Great Big Rollin’ Railroad
Words by Bill Fries; Music by Bob Jenkins and Dick Proulx

(If you want to sing along to this pre-C.W. McCall ditty, download the MP3.)

In 2012, Bill Fries recalled the genesis of the song:

I remember a cold winter day early in 1970 when I was asked to write an advertising campaign proposal to Union Pacific. I started thinking about what might get UP’s attention. I noted that 1969 was the 100th anniversary of the Golden Spike. Wow…what history! What a great big American railroad story! I thought a song just might be in order. So, I scribbled a few words on a scratch-pad that went like this… “we’re a great big railroad that everybody knows”… I thought about that… then, I added the word “rolling” and dropped the “g”…Two verses and a chorus later, plus some hand-clapping, foot-stomping music to go with it, I walked into a UP conference room and sang it for the first time…

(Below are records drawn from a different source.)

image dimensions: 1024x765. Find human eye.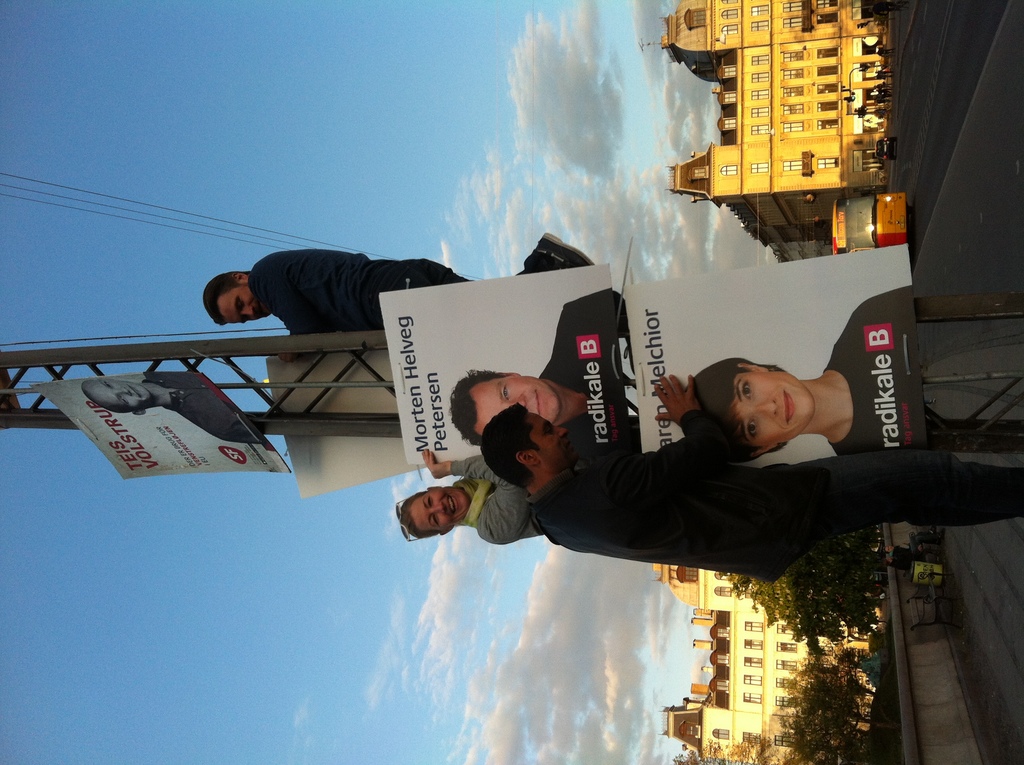
<box>499,382,513,401</box>.
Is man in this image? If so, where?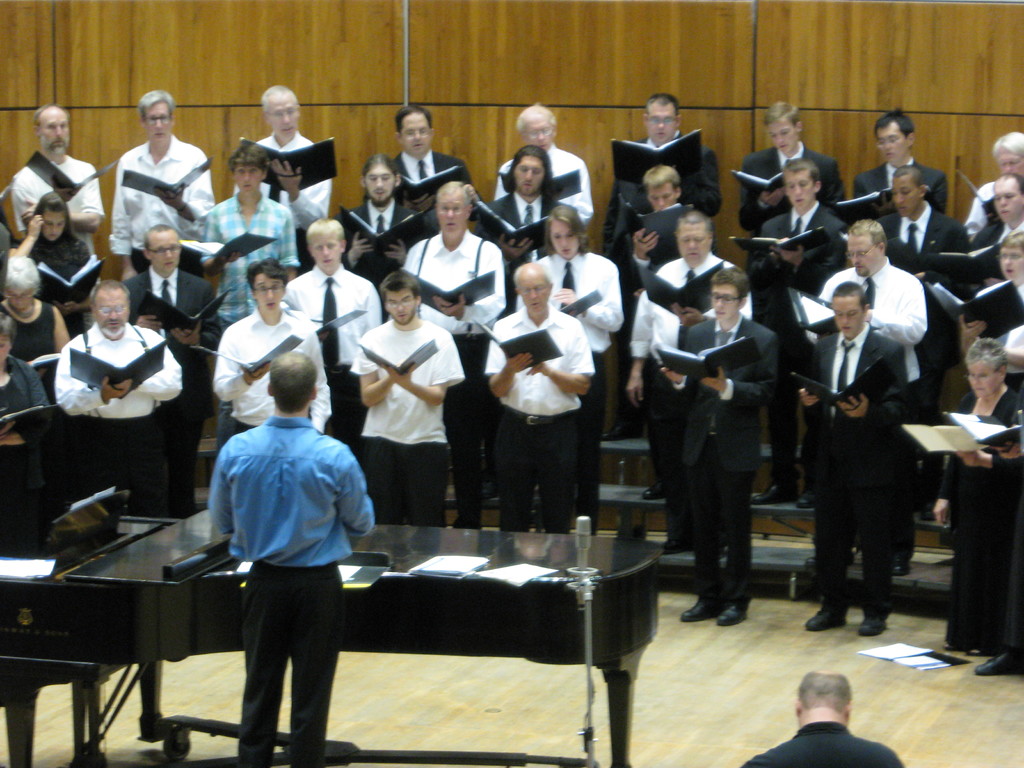
Yes, at 125/218/221/526.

“We’re a Great Big Rollin’ Railroad, one that ev’rybody knows,
We were born of Gold and Silver Spikes, a hundred years ago,
We’re a million miles of history a-shinin’ in the sun,
We’re the Union Pacific and our story’s just begun…

From the Great Plains of Nebraska to the California seas,
From the Summits of the Rockies to the mighty redwood trees
We’re a thousand wheels of freight train, hear the diesel engine’s power,
We’re the Union Pacific, doin’ ninety miles an hour…

Bound from Omaha to Portland through Cheyenne and Laramie,
We’re a-headin’ west for Boise on the Mainline to the sea
’Cross the flats at Salt Lake City, on to Vegas and L.A.
We’re the Union Pacific and we’ve got the Right-of-Way.

From the green fields of the Prairies to the blue Pacific shore,
We deliver your great cargo and come rollin’ home for more.
On the backbone of Our Nation you can see us make the climb,
We’re the Union Pacific and we’re gonna be on time…”

That was 42 years ago. The president of the Union Pacific Railroad, John Kenefick, loved it. He wanted to hear it over and over again. It became the basic music track for all Union Pacific TV commercials and even a nine-screen circloramic slide show for the Spokane World’s Fair. And, of course, the award-winning spot with the Union Pacific employees singing the song became a classic. The 1970 “Singing Union Pacific People” TV commercial was produced by Galen Lillethorup and Bob Spittler in Omaha, Neb.; music by Bob Jenkins and Dick Proulx.

— Bill Fries


Although Bill (as C.W. McCall) never recorded this song, it is number 5 on the Omaha Ad Club’s list of the 100 greatest moments in Omaha advertising. Sixth place went to some bread commercials.


Today’s History Lesson: The Union Pacific Railroad

The Union Pacific Railroad, headquartered in Omaha, Nebraska, is the largest railroad network in the United States.

Union Pacific logotype The Union Pacific Railroad was incorporated on July 1, 1862 in the wake of the Pacific Railroad Act of 1862. Under the guidance of its dominant stockholder, Thomas C. Durant, the first rails were laid in Omaha, Nebraska. They were part of the railroads that came together at Promontory Summit, Utah, in 1869 as the first transcontinental railroad in North America. Subsequently, UP took over the Utah Central extending south from Ogden, Utah, through Salt Lake City, and the Utah & Northern, extending from Ogden through Idaho into Montana, and it built or absorbed local lines that gave it access to Denver and to Portland, Oregon, and the Pacific Northwest. It acquired the Kansas Pacific (originally called the Union Pacific, Eastern Division, though in essence a separate railroad). It also owned narrow gauge trackage into the heart of the Colorado Rockies and a standard gauge line south from Denver across New Mexico into Texas.

Okay, that’s the trivial stuff. Thank you, Wikipedia!